Under Water by Casey Barrett
Kensington Publishing Corp., $25.00, 309 pages, ISBN 978-1-4697-0968-4
The MBR is ever on the lookout for debut authors with arresting characters, compelling plots and above-average wordsmithing talent. When we find one, we do our best to alert all of you, so that together, we can read and enjoy the writer and character as they grow. Those types of people are hard to find, and when we do, it’s cause to celebrate . . . so put your party hat on, turn the TV off and fire-up the La-Z-Boy. It’s time to read.
Under Water, by Casey Barrett, is a great summer read. It’s a dynamic first novel featuring a wise-cracking, tough and young, ex-competitive swimmer who was destined for Olympics Gold. Then, his father disgraced the family by committing financial fraud and going to prison. In a riches-to-rags story, his son Lawrence known as “Duck” Darley—destitute now—begins drinking, dealing drugs and quits the team, then watches as one of his teammates goes on to win four Olympic gold medals. Duck, meanwhile, goes on, to deal a little dope that somehow became a lot of dope when I wasn’t looking. At age twenty, Duck gets busted with a couple of pounds of weed and goes away for a couple years for possession with intent to distribute. Once he gets paroled, he becomes a high-functioning alcoholic and pill-popper, who makes his living by finding things. He’s not a PI. That’s passé. Instead, sort of like a superhero for hire, he’ll find out if your spouse is cheating, for example, with whom, where and how . . . and take pictures. Now, more than a decade later, the mother of his old teammate contacts Duck to hire him to find her missing daughter, Madeline. She’s eighteen, rich, a talented swimmer . . . and self-destructive. She’s been missing for a week and Duck thinks it’s just another case of a spoiled, bratty runaway. Then her roommate turns up savagely murdered and Maddie, as she’s known, becomes the primary suspect in the media. The search soon turns deadly. Duck is attacked and nearly beaten to death as the case sucks him ever-deeper into the morass of Olympic swimming, where lies and violence lie just below the surface, and every one of the competitors will do whatever it takes to gain the edge. Duck didn’t win any medals, but he’ll win you over with his actions and flat-out bad-assivness. He’s a winner!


» **Work instruction**
Would you transcribe the whole listing exactly and drop its images?

########

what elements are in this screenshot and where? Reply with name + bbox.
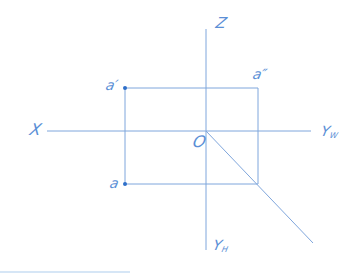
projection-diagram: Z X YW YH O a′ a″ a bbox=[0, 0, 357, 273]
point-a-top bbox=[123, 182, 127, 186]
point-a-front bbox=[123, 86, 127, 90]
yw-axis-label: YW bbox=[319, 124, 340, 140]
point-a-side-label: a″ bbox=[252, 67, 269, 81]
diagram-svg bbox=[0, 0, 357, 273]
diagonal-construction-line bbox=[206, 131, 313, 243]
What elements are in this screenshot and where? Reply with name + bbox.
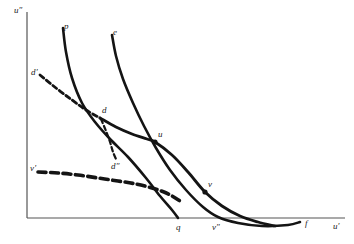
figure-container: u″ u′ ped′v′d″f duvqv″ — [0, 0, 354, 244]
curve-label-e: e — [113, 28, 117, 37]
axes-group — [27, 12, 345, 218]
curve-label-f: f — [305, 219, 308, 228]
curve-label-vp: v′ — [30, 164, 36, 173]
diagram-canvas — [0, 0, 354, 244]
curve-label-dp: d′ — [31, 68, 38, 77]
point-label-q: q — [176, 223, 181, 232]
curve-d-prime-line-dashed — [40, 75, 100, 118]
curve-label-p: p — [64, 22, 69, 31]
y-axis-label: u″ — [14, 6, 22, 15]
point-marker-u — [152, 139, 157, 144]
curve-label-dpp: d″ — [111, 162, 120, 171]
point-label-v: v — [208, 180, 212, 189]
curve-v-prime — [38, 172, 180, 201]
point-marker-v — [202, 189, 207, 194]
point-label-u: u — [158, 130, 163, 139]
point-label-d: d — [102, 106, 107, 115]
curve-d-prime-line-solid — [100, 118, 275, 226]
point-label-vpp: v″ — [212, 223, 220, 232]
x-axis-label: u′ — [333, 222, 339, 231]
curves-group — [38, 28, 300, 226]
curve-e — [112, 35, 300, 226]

########

» **Your solution**
what elements are in this screenshot and where? Reply with name + bbox.
projection-diagram: Z X YW YH O a′ a″ a bbox=[0, 0, 357, 273]
point-a-top bbox=[123, 182, 127, 186]
point-a-front bbox=[123, 86, 127, 90]
yw-axis-label: YW bbox=[319, 124, 340, 140]
point-a-side-label: a″ bbox=[252, 67, 269, 81]
diagram-svg bbox=[0, 0, 357, 273]
diagonal-construction-line bbox=[206, 131, 313, 243]
What elements are in this screenshot and where? Reply with name + bbox.
figure-container: u″ u′ ped′v′d″f duvqv″ — [0, 0, 354, 244]
curve-label-e: e — [113, 28, 117, 37]
axes-group — [27, 12, 345, 218]
curve-label-f: f — [305, 219, 308, 228]
curve-label-vp: v′ — [30, 164, 36, 173]
diagram-canvas — [0, 0, 354, 244]
curve-label-dp: d′ — [31, 68, 38, 77]
point-label-q: q — [176, 223, 181, 232]
curve-d-prime-line-dashed — [40, 75, 100, 118]
curve-label-p: p — [64, 22, 69, 31]
y-axis-label: u″ — [14, 6, 22, 15]
point-marker-u — [152, 139, 157, 144]
curve-label-dpp: d″ — [111, 162, 120, 171]
point-label-v: v — [208, 180, 212, 189]
curve-v-prime — [38, 172, 180, 201]
point-marker-v — [202, 189, 207, 194]
point-label-u: u — [158, 130, 163, 139]
point-label-d: d — [102, 106, 107, 115]
curve-d-prime-line-solid — [100, 118, 275, 226]
point-label-vpp: v″ — [212, 223, 220, 232]
x-axis-label: u′ — [333, 222, 339, 231]
curves-group — [38, 28, 300, 226]
curve-e — [112, 35, 300, 226]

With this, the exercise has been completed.